RANDOM irritations: Doctor Who’s speechifying. The Voice’s
poor contender-to-padding ratio. Jonathan Creek disappearing
up shit creek. Alan Davies’s acting – he puts the ‘duff’ in
duffle coat. The notion of the State bumping off a British satirist
– they’re so toothless, why bother?
SMALL joys of TV: Animal masks on Dogging Tale – like Springwatch
for perverts. Crixus’s last stand (Spartacus). The egg-swallowing
snake (Easter Eggs Live) – it’d make Linda Lovelace’s eyes water.
Slave army negotiations (Game Of Thrones).
*LOCK up your razor blades! The Village makes EastEnders seem
like ChuckleVision. The grim existence and leaden plot has driven
misery-guts dad John to drink. I’m with you, bruv. Tonight Munch’s
Scream moves in next door and villagers start hanging themselves
from the Maypole.
SEPARATED at birth: Caroline Noakes, MP, and Eddie Izzard.
Runners-up: the bald cop with the goatee in Scott & Bailey and
C4’s alleged 40-year-old virgin.
TV Maths. Michel Roux + Obama = Giancarlo Esposito (Revolution).

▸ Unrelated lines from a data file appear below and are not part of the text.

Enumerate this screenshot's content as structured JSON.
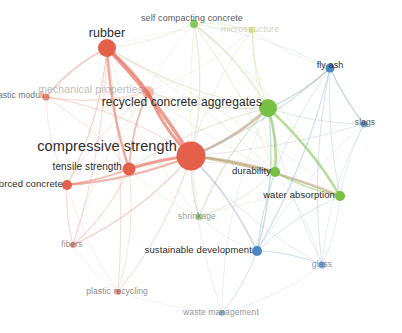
{
  "visualization": {
    "type": "bibliometric-network-map",
    "tool": "VOSviewer",
    "background": "#ffffff",
    "width": 402,
    "height": 333,
    "cluster_colors": {
      "red": "#e4604a",
      "green": "#76c043",
      "blue": "#4a87c3",
      "yellow": "#cdd64b"
    }
  },
  "nodes": [
    {
      "id": "compressive-strength",
      "label": "compressive strength",
      "x": 191,
      "y": 156,
      "r": 14.5,
      "cluster": "red",
      "font": 14.5,
      "lx": 177,
      "ly": 146,
      "anchor": "end-left",
      "opacity": 1.0,
      "label_color": "#2b2b2b"
    },
    {
      "id": "rubber",
      "label": "rubber",
      "x": 107,
      "y": 48,
      "r": 9.0,
      "cluster": "red",
      "font": 12.5,
      "lx": 107,
      "ly": 33,
      "anchor": "center",
      "opacity": 1.0,
      "label_color": "#2b2b2b"
    },
    {
      "id": "recycled-concrete-aggregates",
      "label": "recycled concrete aggregates",
      "x": 268,
      "y": 108,
      "r": 9.0,
      "cluster": "green",
      "font": 12.0,
      "lx": 262,
      "ly": 102,
      "anchor": "end-left",
      "opacity": 1.0,
      "label_color": "#2b2b2b"
    },
    {
      "id": "tensile-strength",
      "label": "tensile strength",
      "x": 129,
      "y": 169,
      "r": 6.5,
      "cluster": "red",
      "font": 10.0,
      "lx": 122,
      "ly": 166,
      "anchor": "end-left",
      "opacity": 1.0,
      "label_color": "#2b2b2b"
    },
    {
      "id": "mechanical-properties",
      "label": "mechanical properties",
      "x": 148,
      "y": 92,
      "r": 6.0,
      "cluster": "red",
      "font": 10.5,
      "lx": 143,
      "ly": 89,
      "anchor": "end-left",
      "opacity": 0.4,
      "label_color": "#6f6f6f"
    },
    {
      "id": "durability",
      "label": "durability",
      "x": 275,
      "y": 172,
      "r": 5.0,
      "cluster": "green",
      "font": 9.5,
      "lx": 271,
      "ly": 170,
      "anchor": "end-left",
      "opacity": 1.0,
      "label_color": "#2b2b2b"
    },
    {
      "id": "water-absorption",
      "label": "water absorption",
      "x": 340,
      "y": 196,
      "r": 5.0,
      "cluster": "green",
      "font": 9.5,
      "lx": 335,
      "ly": 194,
      "anchor": "end-left",
      "opacity": 1.0,
      "label_color": "#2b2b2b"
    },
    {
      "id": "reinforced-concrete",
      "label": "reinforced concrete",
      "x": 67,
      "y": 185,
      "r": 5.0,
      "cluster": "red",
      "font": 9.5,
      "lx": 63,
      "ly": 183,
      "anchor": "end-left",
      "opacity": 1.0,
      "label_color": "#2b2b2b"
    },
    {
      "id": "sustainable-development",
      "label": "sustainable development",
      "x": 257,
      "y": 251,
      "r": 5.0,
      "cluster": "blue",
      "font": 9.5,
      "lx": 252,
      "ly": 249,
      "anchor": "end-left",
      "opacity": 1.0,
      "label_color": "#2b2b2b"
    },
    {
      "id": "fly-ash",
      "label": "fly ash",
      "x": 330,
      "y": 68,
      "r": 4.5,
      "cluster": "blue",
      "font": 9.0,
      "lx": 330,
      "ly": 65,
      "anchor": "center",
      "opacity": 1.0,
      "label_color": "#2b2b2b"
    },
    {
      "id": "self-compacting-concrete",
      "label": "self compacting concrete",
      "x": 194,
      "y": 24,
      "r": 4.0,
      "cluster": "green",
      "font": 9.0,
      "lx": 192,
      "ly": 18,
      "anchor": "center",
      "opacity": 0.85,
      "label_color": "#3a3a3a"
    },
    {
      "id": "elastic-moduli",
      "label": "elastic moduli",
      "x": 46,
      "y": 97,
      "r": 3.5,
      "cluster": "red",
      "font": 8.5,
      "lx": 44,
      "ly": 95,
      "anchor": "end-left",
      "opacity": 0.75,
      "label_color": "#3a3a3a"
    },
    {
      "id": "slags",
      "label": "slags",
      "x": 364,
      "y": 124,
      "r": 3.5,
      "cluster": "blue",
      "font": 8.5,
      "lx": 365,
      "ly": 122,
      "anchor": "center",
      "opacity": 0.8,
      "label_color": "#3a3a3a"
    },
    {
      "id": "shrinkage",
      "label": "shrinkage",
      "x": 199,
      "y": 217,
      "r": 3.5,
      "cluster": "green",
      "font": 8.5,
      "lx": 197,
      "ly": 216,
      "anchor": "center",
      "opacity": 0.55,
      "label_color": "#4a4a4a"
    },
    {
      "id": "glass",
      "label": "glass",
      "x": 322,
      "y": 265,
      "r": 3.5,
      "cluster": "blue",
      "font": 8.5,
      "lx": 322,
      "ly": 264,
      "anchor": "center",
      "opacity": 0.7,
      "label_color": "#5a6a85"
    },
    {
      "id": "fibers",
      "label": "fibers",
      "x": 73,
      "y": 245,
      "r": 3.0,
      "cluster": "red",
      "font": 8.5,
      "lx": 72,
      "ly": 244,
      "anchor": "center",
      "opacity": 0.6,
      "label_color": "#4a4a4a"
    },
    {
      "id": "plastic-recycling",
      "label": "plastic recycling",
      "x": 118,
      "y": 292,
      "r": 3.0,
      "cluster": "red",
      "font": 8.5,
      "lx": 117,
      "ly": 291,
      "anchor": "center",
      "opacity": 0.6,
      "label_color": "#3a3a3a"
    },
    {
      "id": "waste-management",
      "label": "waste management",
      "x": 222,
      "y": 313,
      "r": 3.0,
      "cluster": "blue",
      "font": 8.5,
      "lx": 221,
      "ly": 312,
      "anchor": "center",
      "opacity": 0.55,
      "label_color": "#3a3a3a"
    },
    {
      "id": "microstructure",
      "label": "microstructure",
      "x": 252,
      "y": 30,
      "r": 3.5,
      "cluster": "yellow",
      "font": 9.0,
      "lx": 250,
      "ly": 29,
      "anchor": "center",
      "opacity": 0.45,
      "label_color": "#9aa06a"
    }
  ],
  "edges": [
    {
      "s": "compressive-strength",
      "t": "rubber",
      "w": 3.6,
      "c": "#e4604a"
    },
    {
      "s": "compressive-strength",
      "t": "tensile-strength",
      "w": 3.2,
      "c": "#e4604a"
    },
    {
      "s": "compressive-strength",
      "t": "mechanical-properties",
      "w": 3.0,
      "c": "#e4604a"
    },
    {
      "s": "compressive-strength",
      "t": "recycled-concrete-aggregates",
      "w": 2.8,
      "c": "#b79a6e"
    },
    {
      "s": "compressive-strength",
      "t": "durability",
      "w": 2.4,
      "c": "#b09a63"
    },
    {
      "s": "compressive-strength",
      "t": "water-absorption",
      "w": 2.6,
      "c": "#b09a63"
    },
    {
      "s": "compressive-strength",
      "t": "reinforced-concrete",
      "w": 2.0,
      "c": "#e4604a"
    },
    {
      "s": "compressive-strength",
      "t": "sustainable-development",
      "w": 1.6,
      "c": "#9aa8b8"
    },
    {
      "s": "compressive-strength",
      "t": "fly-ash",
      "w": 1.3,
      "c": "#a0aec4"
    },
    {
      "s": "compressive-strength",
      "t": "shrinkage",
      "w": 1.2,
      "c": "#b5bda0"
    },
    {
      "s": "compressive-strength",
      "t": "fibers",
      "w": 1.2,
      "c": "#e0836e"
    },
    {
      "s": "compressive-strength",
      "t": "self-compacting-concrete",
      "w": 1.2,
      "c": "#b9c490"
    },
    {
      "s": "compressive-strength",
      "t": "elastic-moduli",
      "w": 1.0,
      "c": "#e0836e"
    },
    {
      "s": "compressive-strength",
      "t": "plastic-recycling",
      "w": 1.0,
      "c": "#e0836e"
    },
    {
      "s": "compressive-strength",
      "t": "glass",
      "w": 0.9,
      "c": "#a3b4cb"
    },
    {
      "s": "compressive-strength",
      "t": "slags",
      "w": 0.9,
      "c": "#a3b4cb"
    },
    {
      "s": "compressive-strength",
      "t": "microstructure",
      "w": 0.9,
      "c": "#c3c890"
    },
    {
      "s": "compressive-strength",
      "t": "waste-management",
      "w": 0.8,
      "c": "#a8b6c8"
    },
    {
      "s": "rubber",
      "t": "mechanical-properties",
      "w": 2.6,
      "c": "#e4604a"
    },
    {
      "s": "rubber",
      "t": "tensile-strength",
      "w": 2.4,
      "c": "#e4604a"
    },
    {
      "s": "rubber",
      "t": "elastic-moduli",
      "w": 1.6,
      "c": "#e0836e"
    },
    {
      "s": "rubber",
      "t": "reinforced-concrete",
      "w": 1.2,
      "c": "#e0836e"
    },
    {
      "s": "rubber",
      "t": "fibers",
      "w": 1.1,
      "c": "#e69b86"
    },
    {
      "s": "rubber",
      "t": "plastic-recycling",
      "w": 1.1,
      "c": "#e69b86"
    },
    {
      "s": "rubber",
      "t": "recycled-concrete-aggregates",
      "w": 1.0,
      "c": "#c8b086"
    },
    {
      "s": "rubber",
      "t": "self-compacting-concrete",
      "w": 0.9,
      "c": "#c3c79a"
    },
    {
      "s": "rubber",
      "t": "durability",
      "w": 0.8,
      "c": "#c3b58e"
    },
    {
      "s": "rubber",
      "t": "water-absorption",
      "w": 0.7,
      "c": "#c3b58e"
    },
    {
      "s": "rubber",
      "t": "shrinkage",
      "w": 0.7,
      "c": "#c6c8a6"
    },
    {
      "s": "rubber",
      "t": "sustainable-development",
      "w": 0.6,
      "c": "#b8bcc8"
    },
    {
      "s": "rubber",
      "t": "microstructure",
      "w": 0.6,
      "c": "#cdd0a0"
    },
    {
      "s": "recycled-concrete-aggregates",
      "t": "durability",
      "w": 2.6,
      "c": "#76c043"
    },
    {
      "s": "recycled-concrete-aggregates",
      "t": "water-absorption",
      "w": 2.4,
      "c": "#76c043"
    },
    {
      "s": "recycled-concrete-aggregates",
      "t": "fly-ash",
      "w": 1.5,
      "c": "#8ab49a"
    },
    {
      "s": "recycled-concrete-aggregates",
      "t": "sustainable-development",
      "w": 1.5,
      "c": "#8fb3ae"
    },
    {
      "s": "recycled-concrete-aggregates",
      "t": "shrinkage",
      "w": 1.2,
      "c": "#9bc274"
    },
    {
      "s": "recycled-concrete-aggregates",
      "t": "mechanical-properties",
      "w": 1.2,
      "c": "#c4a86e"
    },
    {
      "s": "recycled-concrete-aggregates",
      "t": "self-compacting-concrete",
      "w": 1.1,
      "c": "#96c65e"
    },
    {
      "s": "recycled-concrete-aggregates",
      "t": "microstructure",
      "w": 1.0,
      "c": "#b5c85a"
    },
    {
      "s": "recycled-concrete-aggregates",
      "t": "slags",
      "w": 0.9,
      "c": "#92b6a8"
    },
    {
      "s": "recycled-concrete-aggregates",
      "t": "glass",
      "w": 0.8,
      "c": "#92b2bc"
    },
    {
      "s": "recycled-concrete-aggregates",
      "t": "tensile-strength",
      "w": 1.0,
      "c": "#c8a878"
    },
    {
      "s": "recycled-concrete-aggregates",
      "t": "waste-management",
      "w": 0.7,
      "c": "#9ab4bd"
    },
    {
      "s": "tensile-strength",
      "t": "mechanical-properties",
      "w": 1.8,
      "c": "#e4604a"
    },
    {
      "s": "tensile-strength",
      "t": "reinforced-concrete",
      "w": 1.8,
      "c": "#e4604a"
    },
    {
      "s": "tensile-strength",
      "t": "fibers",
      "w": 1.2,
      "c": "#e69b86"
    },
    {
      "s": "tensile-strength",
      "t": "elastic-moduli",
      "w": 1.0,
      "c": "#e9a895"
    },
    {
      "s": "tensile-strength",
      "t": "plastic-recycling",
      "w": 0.9,
      "c": "#e9a895"
    },
    {
      "s": "tensile-strength",
      "t": "durability",
      "w": 0.8,
      "c": "#c6b184"
    },
    {
      "s": "tensile-strength",
      "t": "shrinkage",
      "w": 0.8,
      "c": "#c9c8a4"
    },
    {
      "s": "mechanical-properties",
      "t": "elastic-moduli",
      "w": 1.4,
      "c": "#e9a895"
    },
    {
      "s": "mechanical-properties",
      "t": "reinforced-concrete",
      "w": 1.0,
      "c": "#e9a895"
    },
    {
      "s": "mechanical-properties",
      "t": "self-compacting-concrete",
      "w": 0.8,
      "c": "#c8cca4"
    },
    {
      "s": "mechanical-properties",
      "t": "durability",
      "w": 0.8,
      "c": "#cbb890"
    },
    {
      "s": "mechanical-properties",
      "t": "microstructure",
      "w": 0.8,
      "c": "#cdd0a0"
    },
    {
      "s": "mechanical-properties",
      "t": "fibers",
      "w": 0.8,
      "c": "#eaaa98"
    },
    {
      "s": "durability",
      "t": "water-absorption",
      "w": 1.6,
      "c": "#76c043"
    },
    {
      "s": "durability",
      "t": "sustainable-development",
      "w": 1.2,
      "c": "#8fb7b5"
    },
    {
      "s": "durability",
      "t": "shrinkage",
      "w": 0.9,
      "c": "#a8c882"
    },
    {
      "s": "durability",
      "t": "fly-ash",
      "w": 0.9,
      "c": "#94bba4"
    },
    {
      "s": "durability",
      "t": "glass",
      "w": 0.7,
      "c": "#9ab8c0"
    },
    {
      "s": "water-absorption",
      "t": "fly-ash",
      "w": 1.0,
      "c": "#92baa6"
    },
    {
      "s": "water-absorption",
      "t": "sustainable-development",
      "w": 1.0,
      "c": "#90b7b8"
    },
    {
      "s": "water-absorption",
      "t": "slags",
      "w": 0.8,
      "c": "#93b8b0"
    },
    {
      "s": "water-absorption",
      "t": "glass",
      "w": 0.8,
      "c": "#93b5c0"
    },
    {
      "s": "fly-ash",
      "t": "slags",
      "w": 1.2,
      "c": "#4a87c3"
    },
    {
      "s": "fly-ash",
      "t": "sustainable-development",
      "w": 1.1,
      "c": "#6f9fcd"
    },
    {
      "s": "fly-ash",
      "t": "glass",
      "w": 0.9,
      "c": "#6f9fcd"
    },
    {
      "s": "fly-ash",
      "t": "self-compacting-concrete",
      "w": 0.8,
      "c": "#a2bcbe"
    },
    {
      "s": "fly-ash",
      "t": "microstructure",
      "w": 0.7,
      "c": "#b6c39c"
    },
    {
      "s": "sustainable-development",
      "t": "glass",
      "w": 1.1,
      "c": "#6f9fcd"
    },
    {
      "s": "sustainable-development",
      "t": "waste-management",
      "w": 1.0,
      "c": "#7ba6d0"
    },
    {
      "s": "sustainable-development",
      "t": "slags",
      "w": 0.7,
      "c": "#85aad2"
    },
    {
      "s": "sustainable-development",
      "t": "shrinkage",
      "w": 0.7,
      "c": "#a8bcb8"
    },
    {
      "s": "reinforced-concrete",
      "t": "fibers",
      "w": 1.2,
      "c": "#e69b86"
    },
    {
      "s": "reinforced-concrete",
      "t": "elastic-moduli",
      "w": 0.9,
      "c": "#eaaa98"
    },
    {
      "s": "reinforced-concrete",
      "t": "plastic-recycling",
      "w": 0.8,
      "c": "#eaaa98"
    },
    {
      "s": "fibers",
      "t": "plastic-recycling",
      "w": 0.8,
      "c": "#eeb8a8"
    },
    {
      "s": "self-compacting-concrete",
      "t": "microstructure",
      "w": 0.9,
      "c": "#c2cc78"
    },
    {
      "s": "self-compacting-concrete",
      "t": "shrinkage",
      "w": 0.7,
      "c": "#aecb7e"
    },
    {
      "s": "self-compacting-concrete",
      "t": "durability",
      "w": 0.8,
      "c": "#8ec356"
    },
    {
      "s": "self-compacting-concrete",
      "t": "water-absorption",
      "w": 0.7,
      "c": "#92c460"
    },
    {
      "s": "waste-management",
      "t": "glass",
      "w": 0.7,
      "c": "#8cade0"
    },
    {
      "s": "waste-management",
      "t": "plastic-recycling",
      "w": 0.6,
      "c": "#d0a8b0"
    },
    {
      "s": "shrinkage",
      "t": "water-absorption",
      "w": 0.7,
      "c": "#a6c888"
    },
    {
      "s": "slags",
      "t": "glass",
      "w": 0.7,
      "c": "#7ba6d0"
    },
    {
      "s": "microstructure",
      "t": "durability",
      "w": 0.7,
      "c": "#bdcc70"
    }
  ]
}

THIRTY years after The Young Ones, Rik’s a TV detective, Nigel’s
playing a corpse while Ade hosts a gentle day-time countryside
show. Russell Brand, this will be you! Roll on We Are Sayling
– Alexei Sayle’s guide to yachting with the gentry.
DAVID was negotiating on Dickinson’s Real Deal when he said
to a woman: “I’ve got two Ł50 notes here, what would you say
if I give you one?” I give up. Thank you?